No evidence exists to my knowledge that Nicholas Kristof shares his father’s outlook. (In his memoir he reports embarrassment as a schoolboy at having to remain silent about his father’s service while classmates boasted about their fathers’ heroic exploits fighting for America’s, and the world’s, freedom.) But Kristof acknowledges in his memoir that an unexplained “tortuous family history” helped turn him into the sort of reporter he became. One fears to consider the possibility that that history led him to a disposition to single out Israelis and Jews for (poorly researched) denunciation, when as Stoll observes “prison abuse cases are plentiful worldwide.”

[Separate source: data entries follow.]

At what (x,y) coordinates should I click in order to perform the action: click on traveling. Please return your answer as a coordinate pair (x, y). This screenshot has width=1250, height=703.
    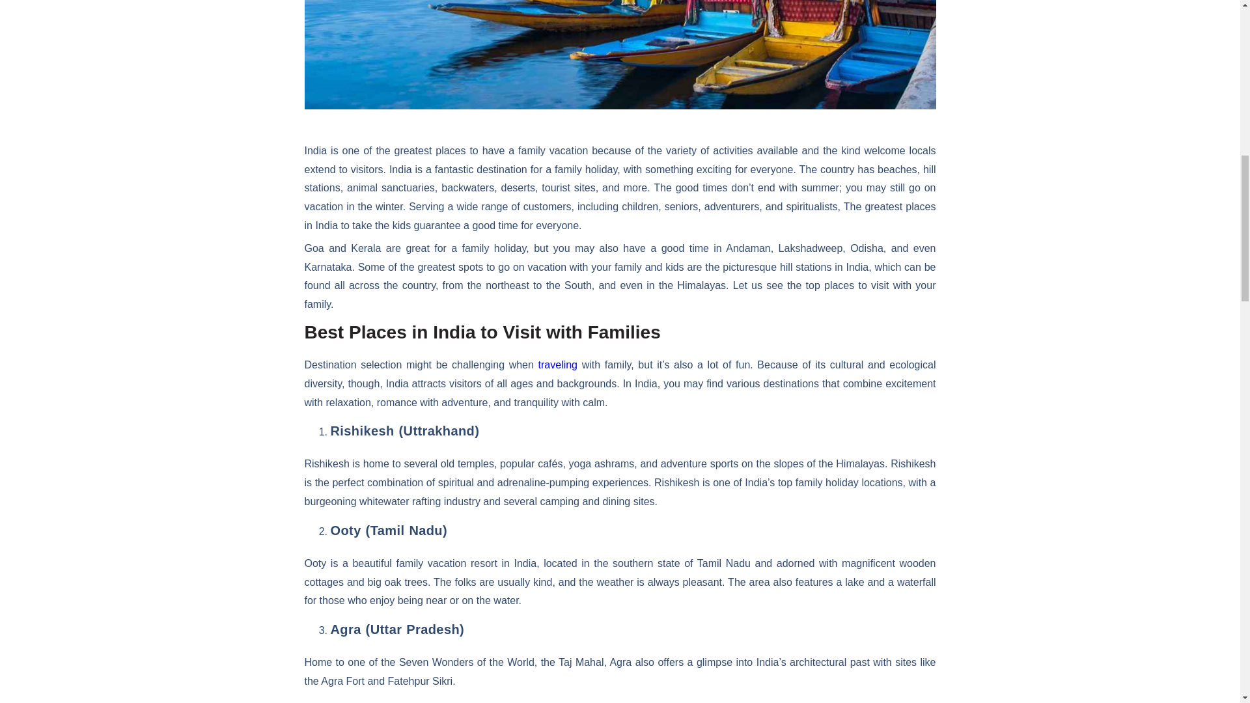
    Looking at the image, I should click on (558, 364).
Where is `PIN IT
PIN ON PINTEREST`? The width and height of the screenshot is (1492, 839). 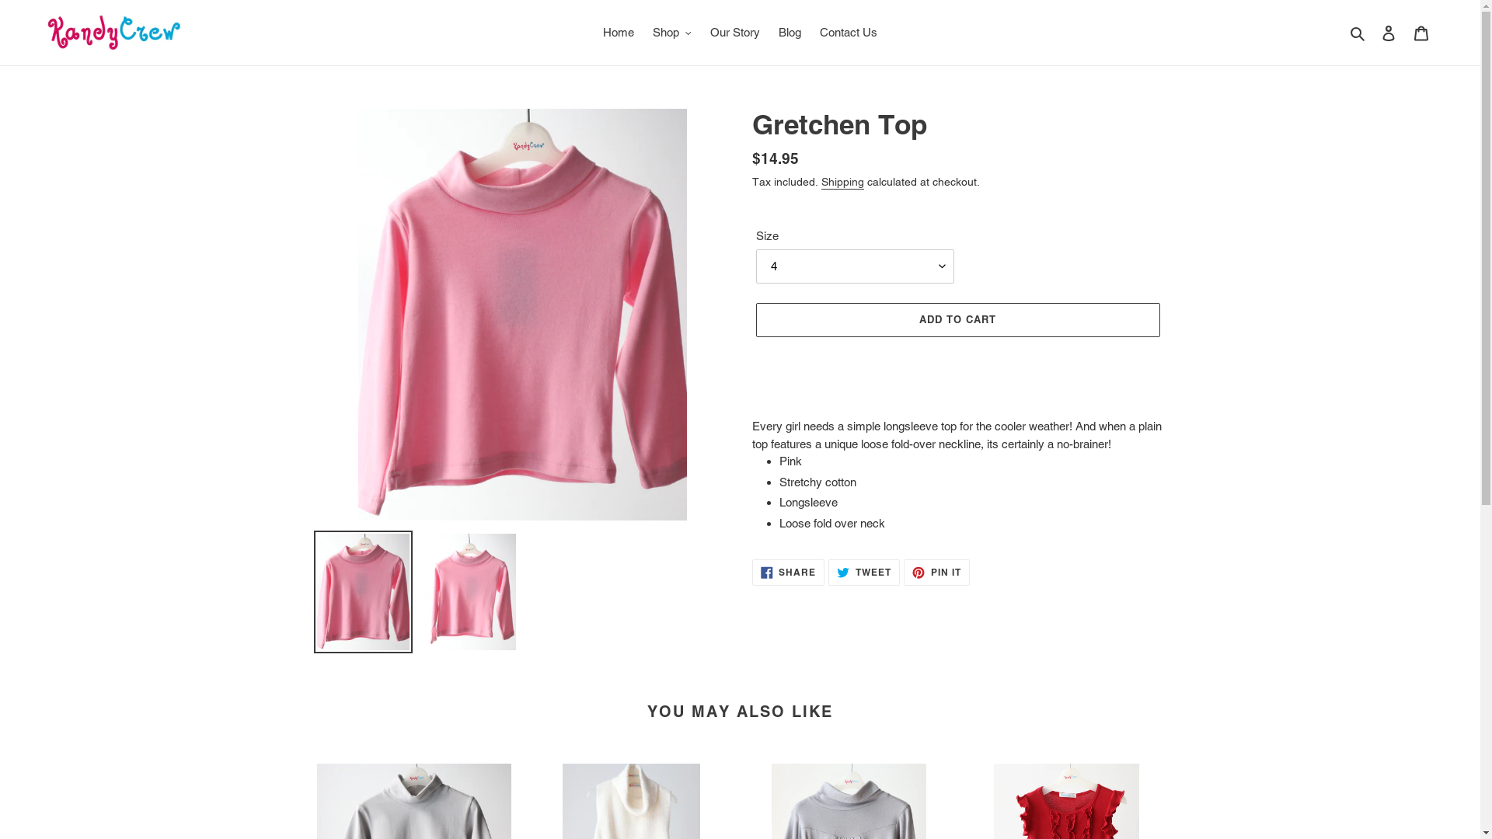
PIN IT
PIN ON PINTEREST is located at coordinates (937, 573).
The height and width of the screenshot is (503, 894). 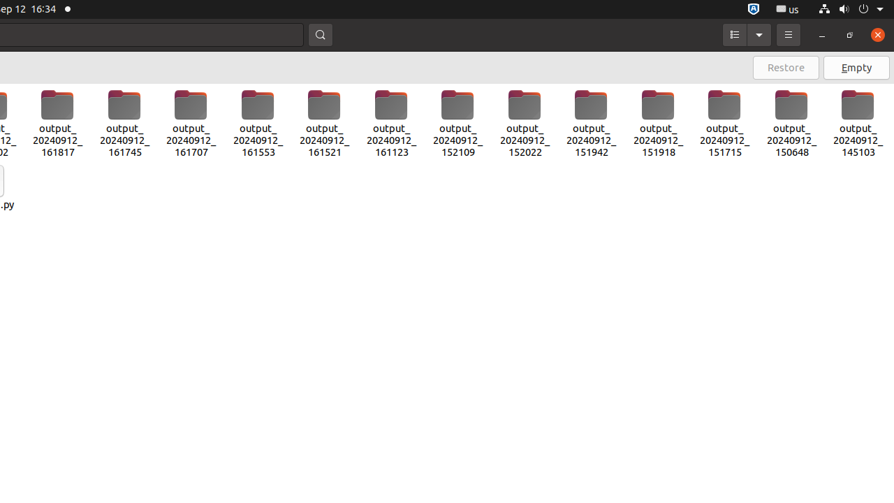 I want to click on Close, so click(x=878, y=35).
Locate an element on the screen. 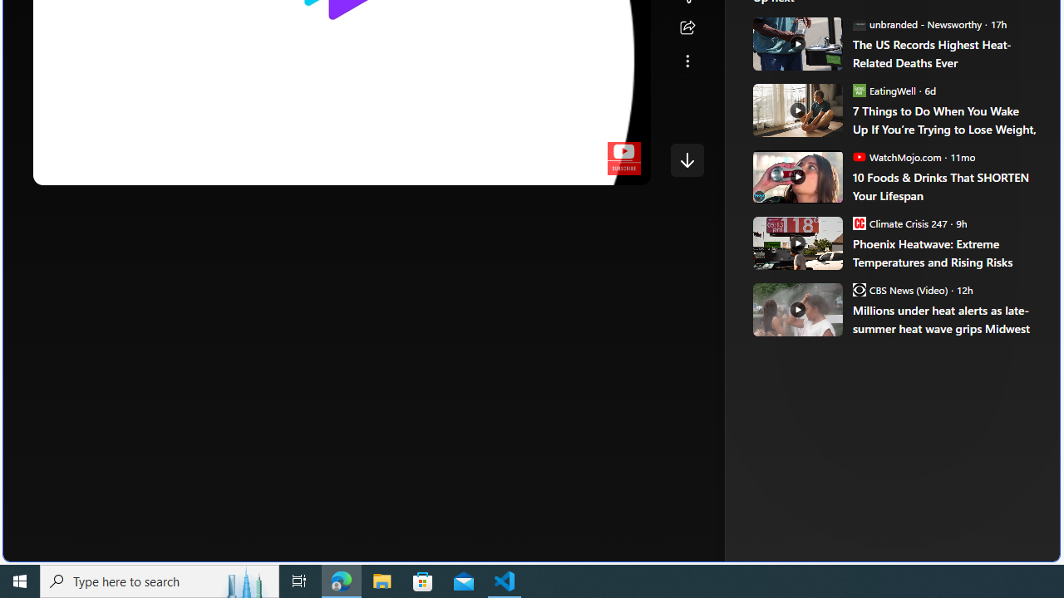 Image resolution: width=1064 pixels, height=598 pixels. Ad is located at coordinates (800, 281).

In conclusion it must be noted that, contrary to claims that are often made nowadays (including by many self-styled “liberal” Jews), anti-Zionism — that is, the denial that Jews, alone among the world’s peoples, and despite their unique contribution to the history of civilization — are not entitled to a state of their own — is, of necessity, anti-Semitic. If one compares the size of Israel’s territory (enlarged in 1967 as the outcome of another war launched against it by its neighbors) with that of the world’s Muslim nations, there is no reason to think that its existence somehow deprives Muslims of their right to a free and prosperous existence. In fact, the “naqba” — the anniversary of which many Muslims recently commemorated with great lamentation. That is, ostensibly, the founding of Israel — is not really about the production of a class of “refugees,” but rather the very existence of a Jewish state within a predominantly Muslim region. It is an outrage that journalists at prestigious Western publications should encourage this prejudice.